Barnarr didn’t have a ready response for that. His tongue squeezed out and wetted his nose. He sniffed, snorted, thought.
“Name one bunch that might be anywhere out here for any reason,” Rurd cut in.
“Herdfolk, or flockfolk for that matter, or maybe plaguefolk, if-” Grenfooner said.
“Alright, and of those, which would be completely intolerable and utterly unacceptable as neighbors? For that matter, if you’d probably starve otherwise, are there ANY folk you’d totally reject even living in the same camp?”
Grenfooner chortled and stood.
“I know a bit of flockfolk tongue. You’d have to bribe me with double portions every day to just keep from wringing necks out of annoyance.”
“Let’s be serious,” Barnarr said, nostrils twitching and stretching as he caught slight whiffs of unfamiliar stenches. “If Ardnap is right, and I think he is, we’re probably going to have to compromise on all kinds of points. Maybe we’ll found a camp for flockfolk to call home as well.”
“And do what!?” Grenfooner sputtered. “Feed them in exchange for lime-covered homes and never-ending screeches?”
Barnarr had started to argue for the sake of argument, but he started to see some sense in his suggestion.

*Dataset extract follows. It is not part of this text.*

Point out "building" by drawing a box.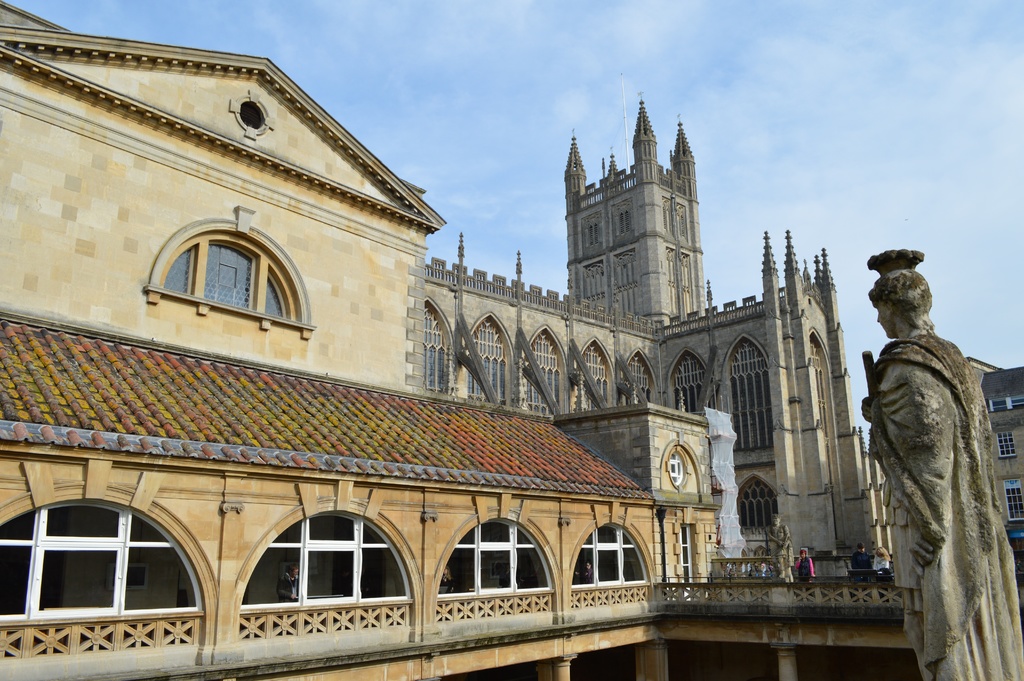
box(414, 89, 892, 578).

“We give food and shelter and keep them safe when bad weather or mean creatures come around, they scout and find interesting things in the treetops and carry messages for us.”
“What, like Kakab Bentf-”
“Yes, exactly like Kakab Bentfoot and her flying companion.”
When both the others gave him looks of consternation, Barnarr grimaced.
“It wouldn’t be easy or simple or nice, but if one of our ancestors managed to strike up a friendship with one of theirs then…”
Rurd didn’t exactly look like she’d hurt anyone so much as suggesting the idea.
“They stink too much,” she said anyway, and started moving again.
Grenfooner looked like he’d gotten some food for thought, leaning back to sit on his rump.
Shortly after, they managed to catch a young springer, and tore it apart for later cooking.
They kept going until the sun sank back into its resting place, then – tired and a bit hungry despite everything – most of them went mostly to sleep.